Awareness Acceptance Action – Changing behaviour

Changing Behaviour

Written by Dave Cooper

April 7, 2017

“Finally I am coming to the conclusion that my highest ambition is to be what I already am. That I will never fulfill my obligation to surpass myself unless I first accept myself, and if I accept myself fully in the right way, I will already have surpassed myself.”
― Thomas Merton

Say AAA!

 

Do you get into trouble through your ‘reactions’ based on how you feel? Are you forever trying to sort out the mess that you cause when you act without thinking it through? Do you recognise this in your self? Do you wish you could change your behaviour patterns?

 

This AAA method is an effective and simple process that you can quickly learn and use. I developed it when working intensively with residential clients in addiction treatment. They all struggled with ‘knee jerk reactions’. I saw this a lot when working with groups.

 

If you suffer with this you have trained your self to act quickly to ‘change how you feel’. You have developed a belief that you ‘must not feel discomfort’. Or that something really bad will happen if you have a bad thought or feeling. So follow these simple steps and you will learn to change behaviour for the better.

 

Missing out a vital step

 

When you go straight from awareness to action you miss out a vital step. That step is acceptance! When you use drugs and alcohol for years as a ‘growth substitute’ you do not  develop mature reflective skills that help you deal with discomfort, disappointment and uncertainty. You will be vulnerable to childish and child like reactive behaviour. if you are an addict this can be very costly. The triple A method will support you in developing a further element, that of acceptance. I think of these elements in the following way

 

 

 

Awareness

Acceptance Action
Psychological – Emotional Spiritual

Practical – behavioural

 

 Understanding the realms

 

The chart above maps out the realms. Awareness is about how we feel and what we are thinking and so belongs in the psychological/emotional realm. Action is about what we do and so belongs in the practical/behavioural realm. Acceptance is the vital step that separates these other two and belongs in the spiritual realm.

 

Defining Acceptance

 

When I suggest a middle step of acceptance be careful to define acceptance properly for your self. Society has developed a way of thinking about this word that has diminished it somewhat.It is now linked with ‘becoming a doormat’. Acceptance has become a word that has come to mean something you can’t do anything about. Agreeing with, putting up with, doing nothing about it and believing something will last forever.

 

I don’t know when this happened but I want you to use the proper definition. Here we are defining acceptance as realising at as deep a level that you can manage that something is ‘real’.

 

Acceptance is not an alternative to action

 

Do not use acceptance as an alternative to action (The serenity prayer has a lot to answer for here). And definitely not to become a ‘door mat’. Accepting something does not mean agreeing with it, that it’s correct or that it will never change. You are simply saying that just for this moment it’s true! It’s real!

 

If we are angry we are angry, if we are sad we are sad! This may seem obvious but you will not work with changing behaviour long before you start to realise the extent of the difficulties you face when you jump straight from an awareness of sadness/anger/rejection to an action/behaviour designed to remove it immediately!

 

Do not make the mistake of thinking of awareness as unimportant. Often raising awareness is all that is needed to kick start the process of growth.

 

Reactions and Responses

 

You now need to understand the difference between a reaction and a response. A reaction is the inevitable consequence of learning, beliefs and attitudes. They arise from the unconscious and are lightning fast. Much too fast to control! Your responses are conscious, considered and reflective and come more from a moral sense of who you want to be.
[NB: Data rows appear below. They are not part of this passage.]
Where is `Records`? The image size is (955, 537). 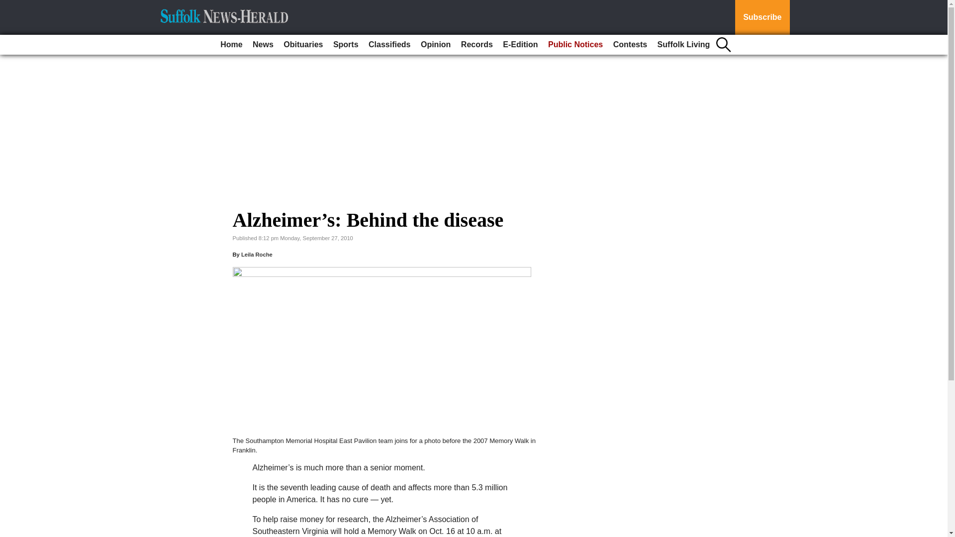 Records is located at coordinates (477, 45).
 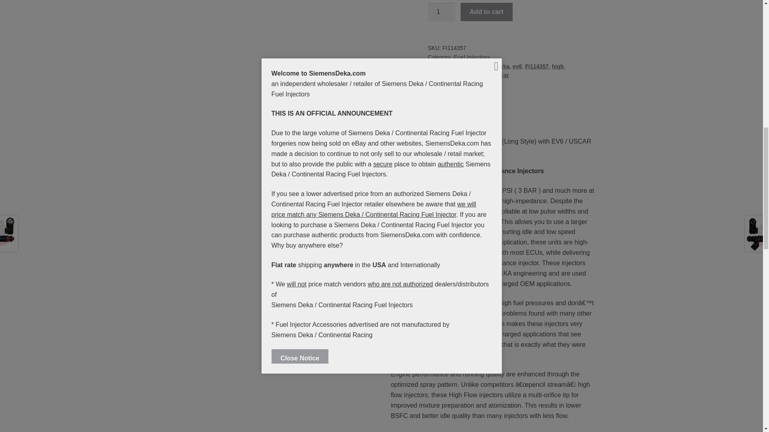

 We cannot stop reactions! We all have them. When you have a reaction your practice is to turn it into a response as quickly as you can. You do this by continually ‘checking out’ what you are thinking and feeling (especially when you get any sense that something is wrong). Then accept whatever you have become aware of. I tell my clients that there is no such thing as an ‘unacceptable thought or feeling’. This acceptance will naturally lead to changing behaviour. You don’t even need to tell your self what to do next! Better behaviour comes naturally!

By inserting this middle step of acceptance you can shift from a reaction to a response as soon as possible . When we take our psychological and emotional realities into the spiritual realm we give ourselves a chance to produce something much more useful.

Changing Behaviour

I have found it useful to explain it from back to front like this;

‘Effective action’ is what you want, this is produced when you are in line with reality (acceptance) but we can only accept what we are aware of. So the practice of changing behaviour starts when you raise awareness around your thoughts and feelings. Then practice acceptance in the true sense of the word. Finally try to allow the behaviour to emerge naturally from the level of acceptance.

 

I suggest you develop the following practice;

 

1 When you are feeling something is wrong check out what you are feeling/thinking.

2 Accept at the deepest level you can that whatever you have become aware of is ‘real’ .

3 Follow the course of action that emerges from this acceptance.